We embody language through social interaction. A typical example is the utterance-final particle (UFP). The UFP is a characteristic part of speech in East and Southeast Asian languages, and is attached to the end of a sentence to provide emotional information and define the relationship between the speaker and the listener. It is a linguistic expression that relates not to the objective content of "what" we convey, but to the speakers’ mental attitudes and interpersonal considerations of "how" they convey it. In other words, the speakers symbolize the emotional and cognitive state of individuals in terms of which and how many UFPs they use. This study aims to reveal that the richness of the sense of what is going on in their bodies is linked to the use and understanding of the UFP. To this end, we utilized standardized psychological indices such as the Toronto Alexithymia Scale-20 (TAS-20) and the Interpersonal Reactivity Index (IRI), which are known to reflect well an individual's sense of bodily internal receptivity, that is, interoceptive awareness. Interoceptive awareness is closely related to an awareness of one's own feelings. When we feel emotions, our bodies undergo various changes (e.g.: faster heart beats, increase in body temperature, etc.). The ability to be aware of these physical reactions plays an important role in the perception of emotions. We examined the correlation between these psychological properties of native Japanese speakers and their uses of UFPs in the Corpus of Everyday Japanese Conversation (CEJC), a linguistic database containing a large sample of daily conversations. A comprehensive analysis revealed that speakers with higher interoceptive awareness tended to use certain UFPs more often than those with less awareness. Particularly, speakers with richer awareness of their bodies are less likely to use an UFP that indicates a lack of confidence in what they are trying to convey to their listeners. In addition, speakers with a high sense of empathy (especially affective empathy) are more likely to use UFPs that express strong emotions, or desires to convince others of their words. In the presentation, I will discuss the processes in which language is embodied in the speaker.

 

 

 Marton SZEMEREY

Károli Gáspár Reformed University

 Japanese Perspectives on Corporeal Aspects of Intersubjectivity

Japanese society is characterized by a distinct sensitivity to the interconnectedness of subject and object, a relationality defined to a great extent by the situational context. There is a cultural inclination in present-day Japan to be particularly attentive to environmental and interactional indicators orienting the person as to which forms of self-expression are seen as appropriate in a certain instance. In the corporeal dimension, this takes shape among others as the careful implementation of an elaborate system of socially determined gestures, postures, patterns of movement, breathing, intonation and alike, all deeply rooted in sociocultural history. In the Japanese experience, bodily performance thus becomes central to the notion of being connected to others. In line with this phenomenon, a number of Japanese authors have developed highly sophisticated theories concerning relational aspects of embodiment. The present paper aims at providing a brief overview of such observations from a variety of research fields such as philosophy, psychiatry, sociology and religion.

 

 

Aldo TOLLINI

Ca' Foscari University of Venice

 “The real human body is living and dying, coming and going”: Dōgen’s vision of the human body

Zen master Dōgen in Shōbōgenzō (chapters: “Shinjin gakudō” andShohō jissō”) quotes a famous sentence of Chan master Yuánwù Kèqín (in Jap.: Engo kokugon) 圜悟克勤(1063-1135: 生死去来真実人体 which means “The real human body is living and dying, coming and going”.

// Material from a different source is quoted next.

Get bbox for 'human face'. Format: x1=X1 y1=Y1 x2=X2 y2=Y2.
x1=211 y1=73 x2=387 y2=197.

This statement gives us a very special view of the human body: no longer as a limited, conditioned and restricted element, and the cause of illusion and suffering, but of a human body with neither spatial nor temporal limits: it is the body of true Dharma. The Zen Way teaches us to abandon the narrow view of our body (and of our self) and replace it with a view that identifies the body with the whole world and with all its events.

The dropping off of our body - which we identify with our self - is the indispensable prerequisite for acquiring a new perspective in which the human body is no longer limited to the self, but encompasses everything: the self then becomes diluted and the illusion of a body separated from the whole falls away.

My presentation deals with the shift from the view of the body from the traditional doctrine of Buddhism to the evolution in the Sino-Japanese schools, and in particular of the Zen master Dōgen, who teaches the drop off of the body and the abandonment of the narrow, physical vision of one's body in favour of a vision in which one's self is identified, through the universal body, with the whole.

 

 

Daphne VAN DER MOLEN

Leiden University

 The Rhetoric of Childbirth in Yosano Akiko’s Life Writing

Yosano Akiko (1878–1942) is one of the best-known prewar Japanese women writers. Although she is most often lauded for her innovative tanka, she is also widely recognized as the first modern Japanese women writer to write extensively about the experience of childbirth. It is noticeable that she did not exclusively write about childbirth in such well- known texts as “Ubuya monogatari” (Tale of the birthing room, 1909), and “Sanjuku no ki” (Record from the delivery room, 1911), but that she also makes reference to these experiences in texts that deal with different topics such as “Bosei henchō o haisu” (I refuse to attach to much importance to motherhood, 1916). Although it is often remarked that she was the first to write about this topic so openly, it is very rarely asked why she so often returns to this experience in her writing. This paper will analyze the different ways the birthing body figures in essays by Yosano Akiko. Specifically, I will ask what is at stake in Yosano Akiko’s frequent referencing of her experiences in childbirth, and how this relates to the question of audience. With this analysis, I hope to shed light not only on what Yosano Akiko writes about childbirth, but more importantly on how she utilizes her experiences in childbirth in other arguments, and how this differs depending on the audience.

 

 

Shiyi ZHA

PhD Student, University of Leeds

On the Edge of Spectacle: embodied experiences in Murō Saisei’s short stories

This paper aims to provide a fresh perspective on how Murō Saisei (1889-1962), one of modern Japan’s most revered writers, explores embodied experiences in his fictional writing. Since Saisei began writing fiction in 1919, his focus on exploring the senses in novels has garnered attention from critics. Chiba Kameo, the critic who coined the term Shinkankakuha for the group of writers who founded the journal Bungei Jidai in 1924 and focused on exploring “new perceptions”, recognized Saisei as the writer who indulged with the realm of senses even before the emergence of the New Sensationist group. However, critics tend to examine the sensations depicted in Saisei's creative writings solely as a construction within the narrative and criticize Saisei for excessively indulging in sensations related to the skin or the body, especially when it comes to the female characters, characterizing his work as erotically charged. In this paper I argue that Saisei's intentions behind his sensational writings extended beyond mere carnal indulgence. Through the close reading of Saisei’s two novellas Kōro wo Musumu (Steal an Incense Burner, 1920) and Gen’ei no Toshi (City of Illusions, 1921), I examine how the author display a development from photographic-cinematic, non-human vision to a more nuanced visuality that involves other sensory faculties that are corporeal and intersubjective. Saisei who was an immigrant to Tokyo, fully embraced the new aesthetic and cultural grounds that the city provided him. By translating his embodied perception of the city into writing, Saisei effectively conveyed the modernity he experienced and observed. Ultimately, this paper aims to re-evaluate Saisei’s comprehension of the senses by incorporating cinema’s language into literary production and perceiving them as a means of experiencing space and time, inherently intertwined with memories.